Bees, butterflies, hover flies – these vital insects are not only a crucial part of the farm ecosystem, but also contribute millions of pounds of value to UK agriculture by doing what they do naturally. Dr Lorna Cole, Agricultural Ecologist, SRUC says they contribute about £600 million per annum to the UK agricultural economy. They pollinate crops and quintessentially Scottish habitats, such as heather moorlands and woodlands, too.
But, with pollinator population numbers crashing, these vital insects are under pressure. In 2019, a report revealed a 25 percent average decline in the bee and hoverfly UK population since 1980. Climate change, loss of habitats, afforestation and pathogens all contribute to these falling numbers.
The good news is that Scottish farmers and landowners are putting farming with nature principles into practice on their land to help preserve pollinators – and to reap the benefits these insects bring to their farms.
Farming with nature in the margins
At Prestonhall Farms in Midlothian, Farm Manager Bill Gray says argi-environment climate change scheme funding meant they could add a variety of wildflowers – including phacelia, borage, alsike and red clover – to what were scrubby grass margins. “We were conscious that there were no real nectar-producing plants in them,” he says. “So we decided to use the opportunity to actually turn them around and create much more beneficial margins with a wide variety of plant species in them.”

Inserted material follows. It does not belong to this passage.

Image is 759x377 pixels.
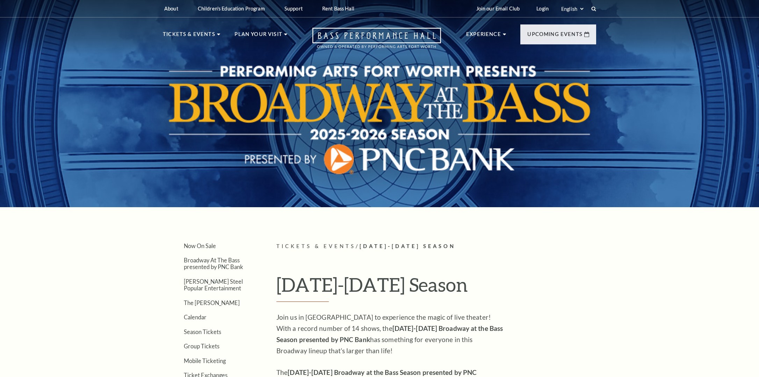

Bill says the farm’s wildflower margins not only benefit pollinator population, but also benefit the farm itself: “Hoverflies are parasitic to aphids; aphids are a damaging insect to cereal crops, for example, and other crops as well, so if we build up beneficial populations, we get a spin-off from a crop protection point of view.”
Dr Cole says wildflower strips are a great food source for pollinators in the summer. She says farmers don't need funding for flower-rich margins: you can, for example, simply not spray the outer ten metres of a crop so natural wildflowers can regenerate in the crop margins.
Monitoring pollinator numbers
Once pollinator habitats are in place, there are cheap and easy ways to monitor the number of pollinators using them. Transect walks offer the opportunity to identify by eye the numbers and types of pollinators in a margin. Walking a standard distance each time will give more accurate numbers year on year.
“Another easy way to monitor pollinators would be to use solitary bee nests,” says Lorna. “These can be bought in a lot of different places including garden centres. You can create your own by drilling holes in fence posts. Drill them in a south-east direction – so they get plenty of sunlight – and about one metre off the ground. A little cap of mud at the end of the hole lets you know that the hole is filled up with solitary bee larvae.”
A Flower-Insect Timed (FIT) Count is another easy way to monitor pollinator numbers. Place a 50 by 50 cm quadrat, made from string or fence wire, in some target plant species, such as black knapweed or clover. Record the number of pollinators seen inside it in 10 minutes. The UK Centre for Ecology and Hydrology provides FIT Count data sheets, as well as useful information about what to count and how to count them.